Oprah Winfrey pays homage to civil rights icon while visiting Alabama
Winfrey gave Recy Taylor a nod in her Golden Globes speech.
— -- Oprah Winfrey sent a group of Alabama residents into a frenzy on Tuesday when she made a surprise visit to the gravesite of Recy Taylor, the civil rights icon she spoke about in an emotional Golden Globes speech earlier month.
Winfrey, who was in Alabama for a “60 Minutes” assignment, said she ended up at the gravesite in Abbeville, Alabama, by chance.
“I don’t believe in coincidences, but if I did this would be a powerful one,” Winfrey said in an Instagram post. “I end up in the town of Abbeville where #RecyTaylor suffered injustice, endured and recently died.
“To be able to visit her grave so soon after 'speaking her name,' sharing her story, a woman I never knew. Feels like love,” she added in the post, which amassed more than 114,000 "likes" in about four hours.
The unexpected visit created a buzz in areas near Abbeville, which is about 100 miles southeast of Montgomery. One resident told local reporters that he noticed the media mogul's black SUV as he was driving and made a U-turn in hopes of getting a glimpse of her.
“Yep, I made a U-turn,” Antonio Coleman, of nearby Dothan, Alabama, told a local newspaper the Dothan Eagle on Tuesday.
“I stuck my head out and looked,” he added. “I can imagine how I must have looked, but I saw her in the back talking on the phone.”
Taylor, a black woman who was brutally raped by six white men in 1944, spent much of her life fighting for justice, but the accused men were never prosecuted.

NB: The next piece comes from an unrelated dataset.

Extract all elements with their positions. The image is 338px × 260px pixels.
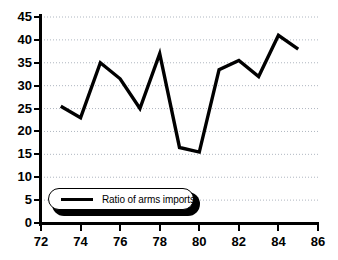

She died on Dec. 28, 2017, at the age of 97.
Winfrey highlighted Taylor’s story while accepting the Cecil B. DeMille Award for lifetime achievement at the Golden Globes on Jan. 7.
"She lived as we all have lived too many years in a culture broken by brutally powerful men,” Winfrey said at the awards show, referring to Taylor. “For too long, women have not been heard or believed if they dare speak the truth to the power of those men. But their time is up. Their time is up. Their time is up.
"And I just hope -- I just hope that Recy Taylor died knowing that her truth, like the truth of so many other women who were tormented in those years, and even now tormented, goes marching on," she added.